• What you should do: Can you copy out the data exactly? Leave the images out.

── Input material

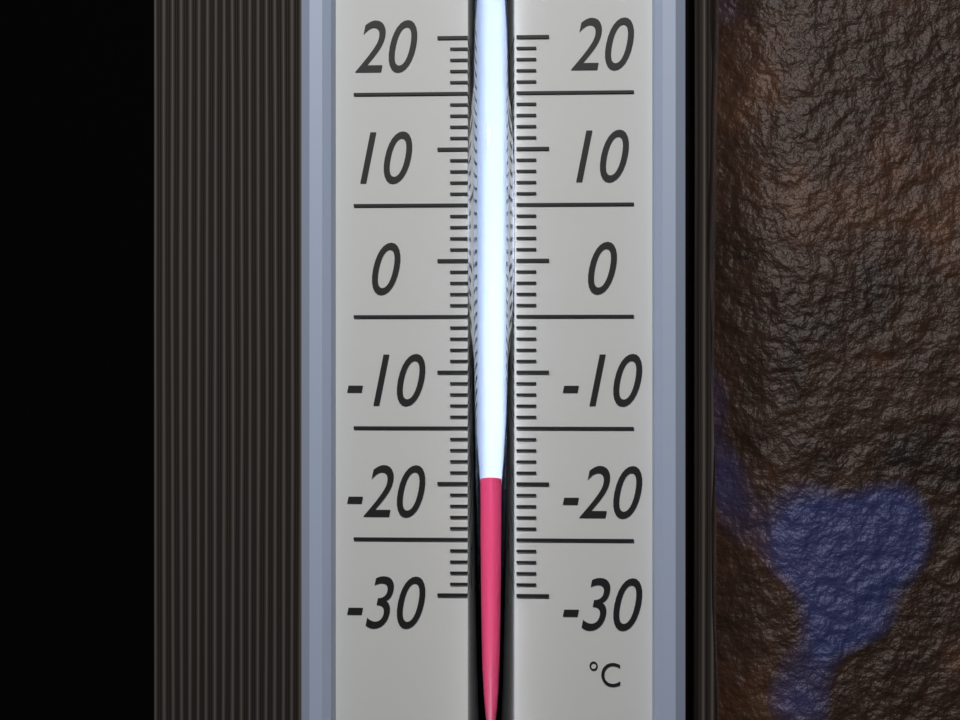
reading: -19 °C
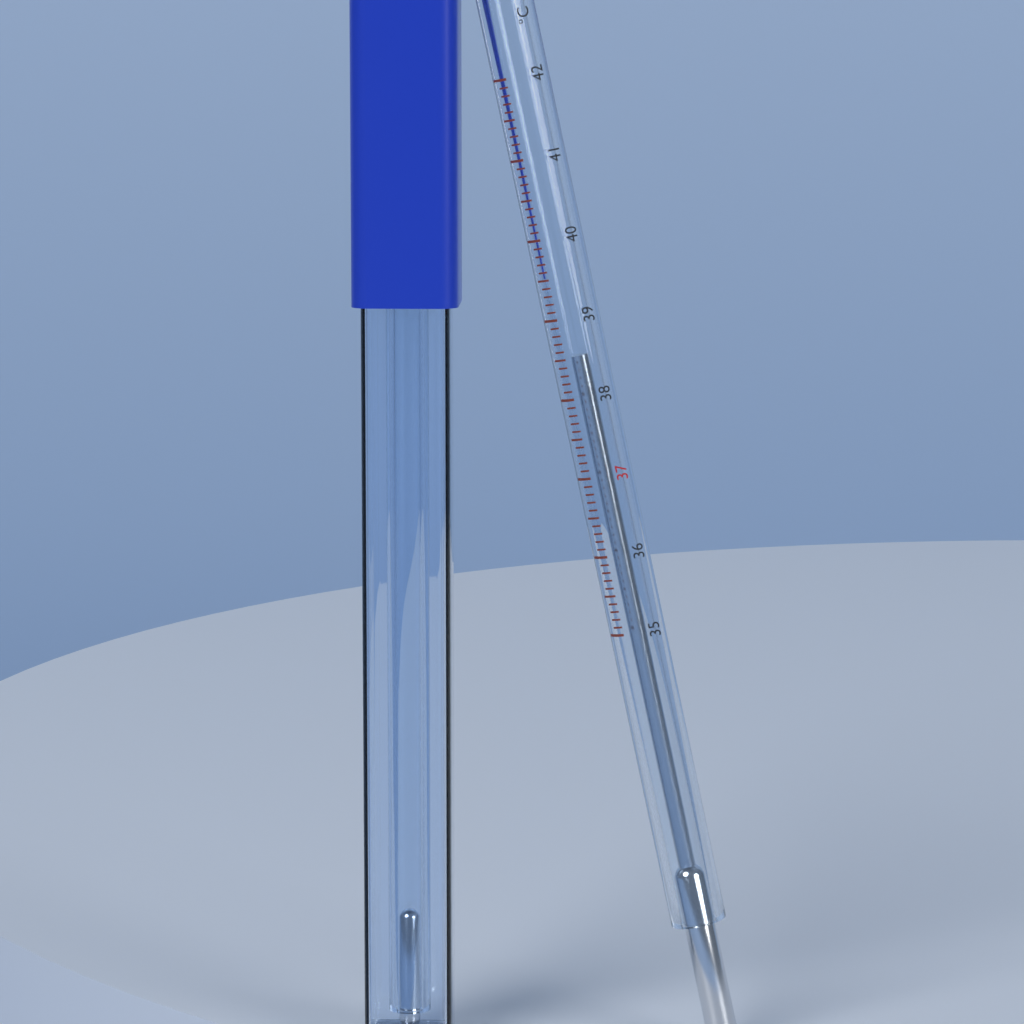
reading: 38.5 °C
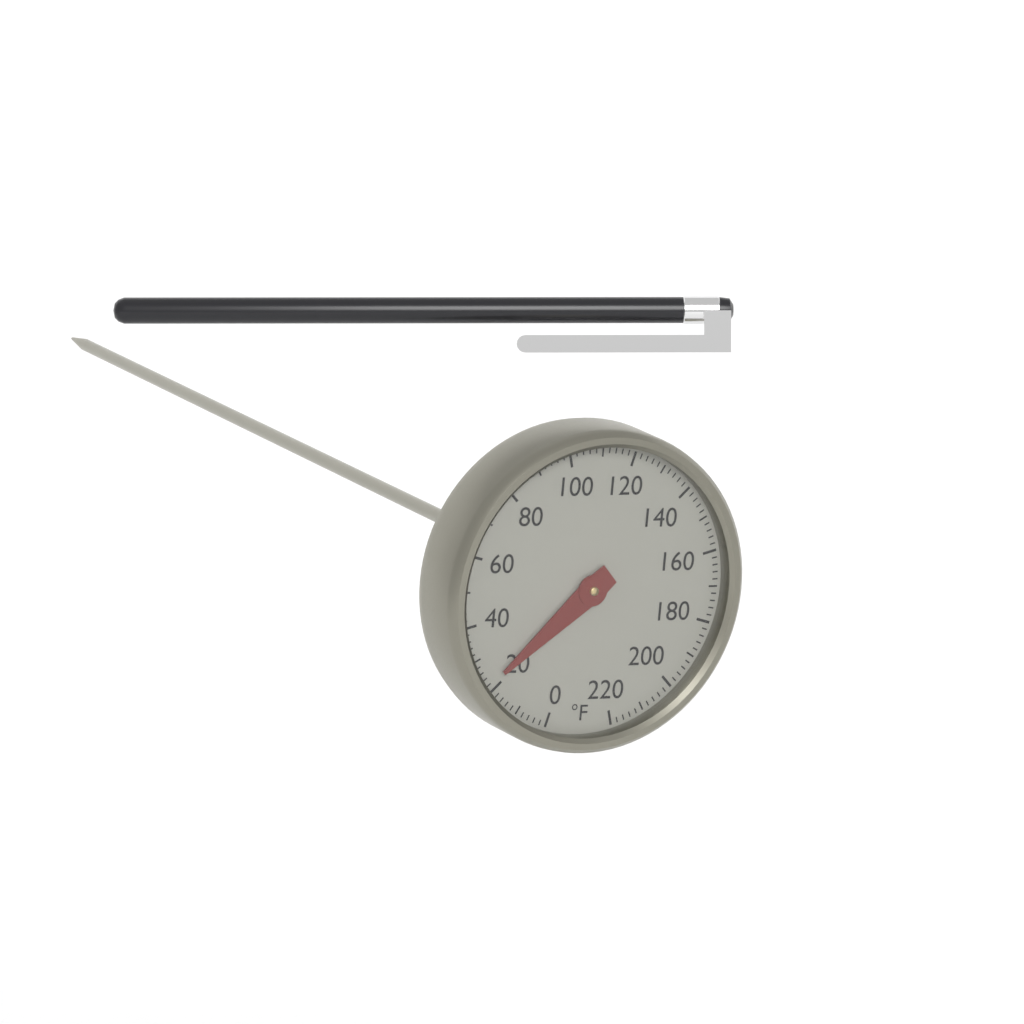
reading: 22 °F
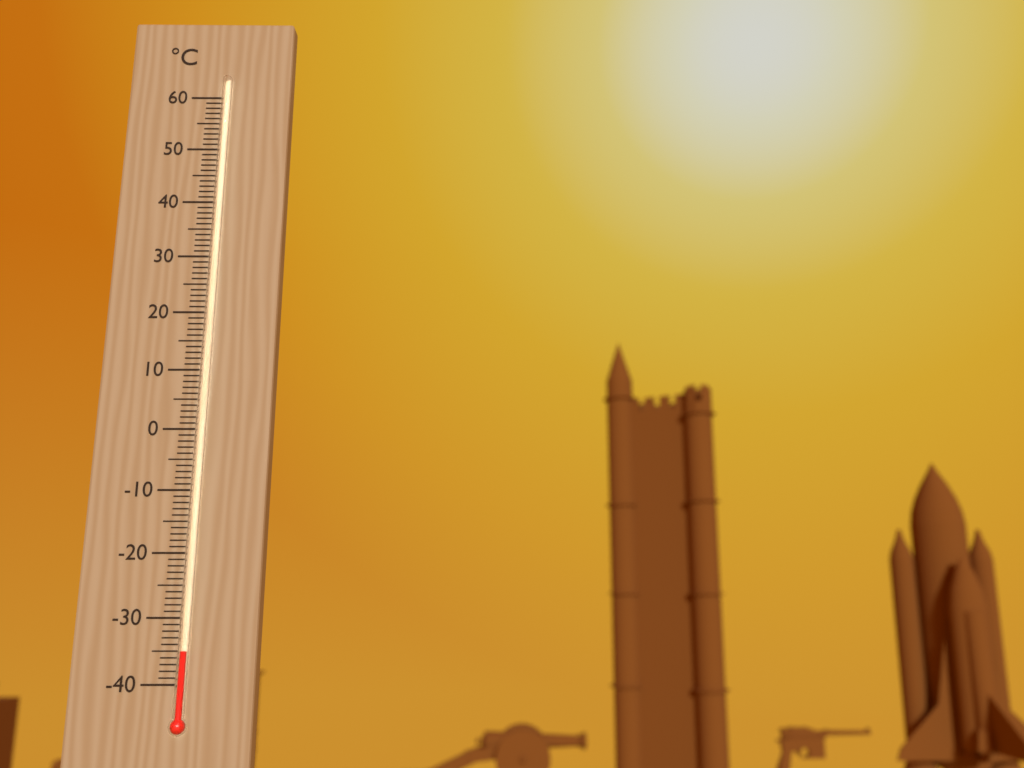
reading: -35 °C
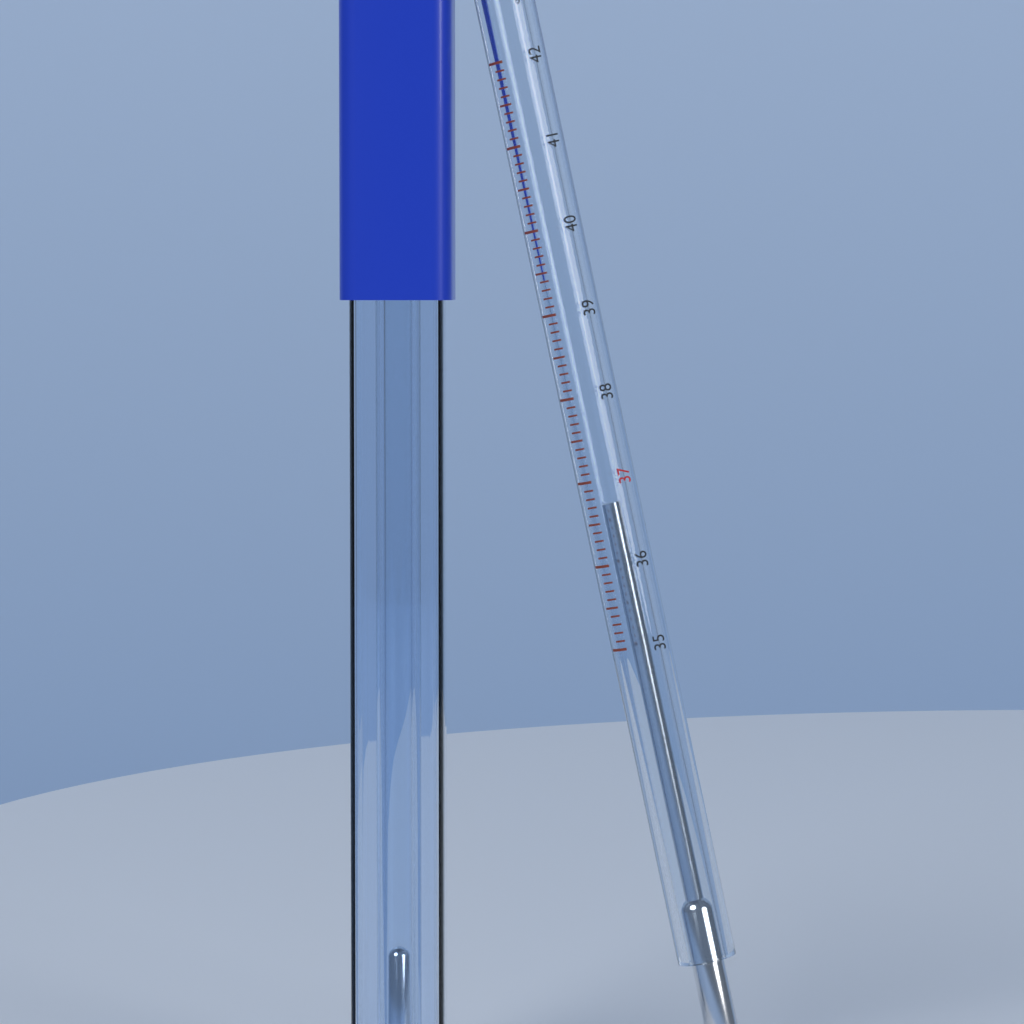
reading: 36.7 °C
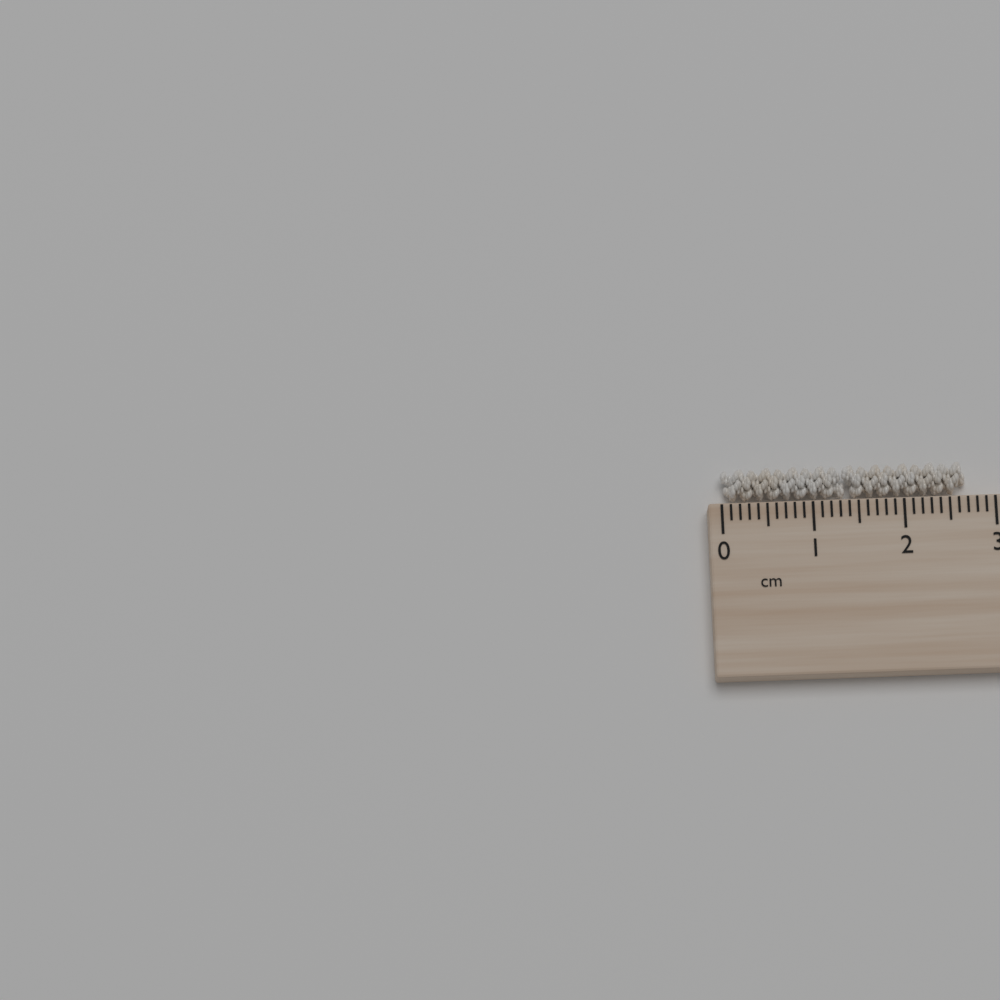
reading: 2.7 cm
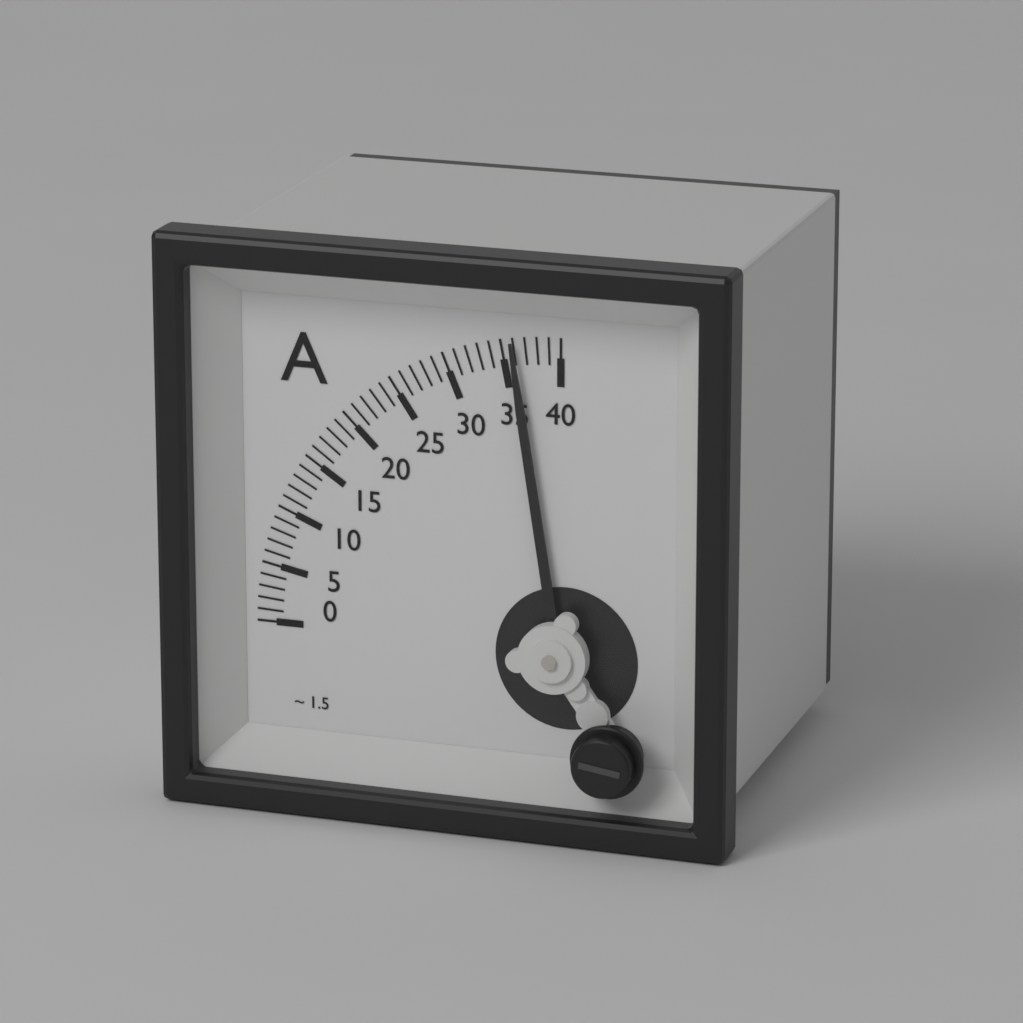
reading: 36 A
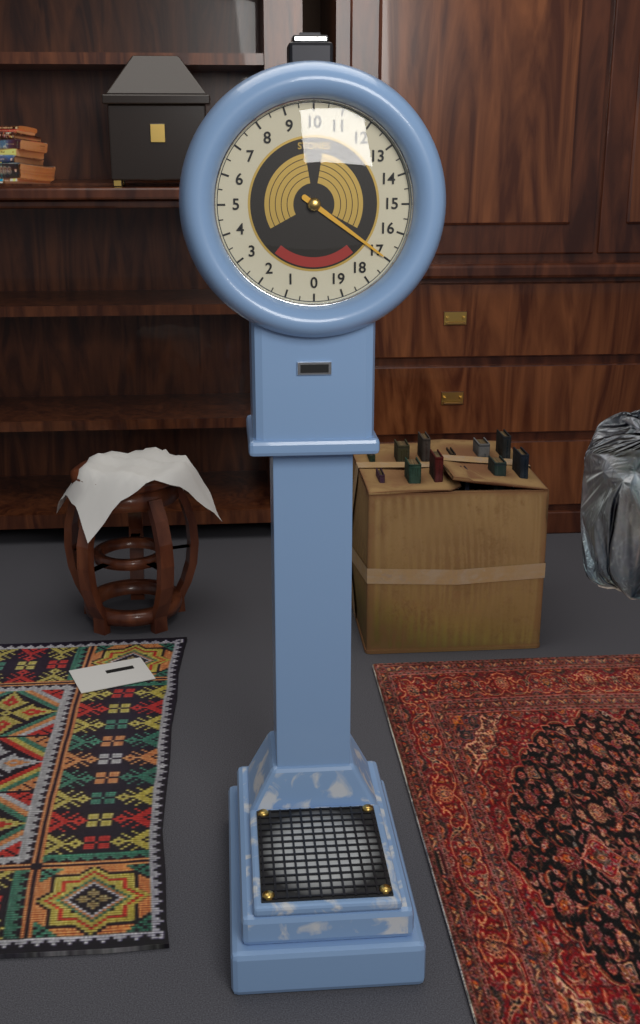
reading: 17.0 stones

────

• Solution for this exercise:
reading: -19 °C
reading: 38.5 °C
reading: 22 °F
reading: -35 °C
reading: 36.7 °C
reading: 2.7 cm
reading: 36 A
reading: 17.0 stones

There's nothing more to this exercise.